■ What is expected:
Write out every entry exactly as it appears.

■ Given data:
-------------------------
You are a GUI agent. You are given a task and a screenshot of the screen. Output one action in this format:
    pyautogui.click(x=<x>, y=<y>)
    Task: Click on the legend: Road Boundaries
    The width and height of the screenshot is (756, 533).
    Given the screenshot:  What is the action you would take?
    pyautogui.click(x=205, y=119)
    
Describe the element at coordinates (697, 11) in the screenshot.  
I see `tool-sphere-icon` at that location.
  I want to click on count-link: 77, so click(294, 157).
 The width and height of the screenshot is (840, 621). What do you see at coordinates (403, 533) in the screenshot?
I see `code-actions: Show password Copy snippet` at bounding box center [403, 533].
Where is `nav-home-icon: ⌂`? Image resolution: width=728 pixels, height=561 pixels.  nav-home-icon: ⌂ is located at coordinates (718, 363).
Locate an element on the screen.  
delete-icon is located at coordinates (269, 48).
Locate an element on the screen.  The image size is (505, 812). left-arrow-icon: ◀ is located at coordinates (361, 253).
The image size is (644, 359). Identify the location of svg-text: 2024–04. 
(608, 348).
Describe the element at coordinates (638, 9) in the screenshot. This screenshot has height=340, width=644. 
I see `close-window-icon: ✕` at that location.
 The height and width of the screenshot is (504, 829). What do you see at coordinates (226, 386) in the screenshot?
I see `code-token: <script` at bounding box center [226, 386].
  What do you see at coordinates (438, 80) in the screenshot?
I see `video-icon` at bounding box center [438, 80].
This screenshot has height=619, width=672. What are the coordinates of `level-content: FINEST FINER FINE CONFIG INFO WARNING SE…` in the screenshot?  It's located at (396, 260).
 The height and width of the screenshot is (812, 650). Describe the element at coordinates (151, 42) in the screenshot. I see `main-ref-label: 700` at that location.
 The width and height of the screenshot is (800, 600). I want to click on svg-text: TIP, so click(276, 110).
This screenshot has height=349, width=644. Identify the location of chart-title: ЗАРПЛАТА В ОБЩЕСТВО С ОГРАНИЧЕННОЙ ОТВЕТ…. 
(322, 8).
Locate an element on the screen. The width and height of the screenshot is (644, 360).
-------------------------
■ Expected answer:
You are a GUI agent. You are given a task and a screenshot of the screen. Output one action in this format:
    pyautogui.click(x=<x>, y=<y>)
    Task: Click on the legend: Road Boundaries
    The width and height of the screenshot is (756, 533).
    Given the screenshot:  What is the action you would take?
    pyautogui.click(x=205, y=119)
    
Describe the element at coordinates (697, 11) in the screenshot.  
I see `tool-sphere-icon` at that location.
  I want to click on count-link: 77, so click(294, 157).
 The width and height of the screenshot is (840, 621). What do you see at coordinates (403, 533) in the screenshot?
I see `code-actions: Show password Copy snippet` at bounding box center [403, 533].
Where is `nav-home-icon: ⌂`? Image resolution: width=728 pixels, height=561 pixels.  nav-home-icon: ⌂ is located at coordinates (718, 363).
Locate an element on the screen.  
delete-icon is located at coordinates (269, 48).
Locate an element on the screen.  The image size is (505, 812). left-arrow-icon: ◀ is located at coordinates (361, 253).
The image size is (644, 359). Identify the location of svg-text: 2024–04. 
(608, 348).
Describe the element at coordinates (638, 9) in the screenshot. This screenshot has height=340, width=644. 
I see `close-window-icon: ✕` at that location.
 The height and width of the screenshot is (504, 829). What do you see at coordinates (226, 386) in the screenshot?
I see `code-token: <script` at bounding box center [226, 386].
  What do you see at coordinates (438, 80) in the screenshot?
I see `video-icon` at bounding box center [438, 80].
This screenshot has height=619, width=672. What are the coordinates of `level-content: FINEST FINER FINE CONFIG INFO WARNING SE…` in the screenshot?  It's located at (396, 260).
 The height and width of the screenshot is (812, 650). Describe the element at coordinates (151, 42) in the screenshot. I see `main-ref-label: 700` at that location.
 The width and height of the screenshot is (800, 600). I want to click on svg-text: TIP, so click(276, 110).
This screenshot has height=349, width=644. Identify the location of chart-title: ЗАРПЛАТА В ОБЩЕСТВО С ОГРАНИЧЕННОЙ ОТВЕТ…. 
(322, 8).
Locate an element on the screen. The width and height of the screenshot is (644, 360).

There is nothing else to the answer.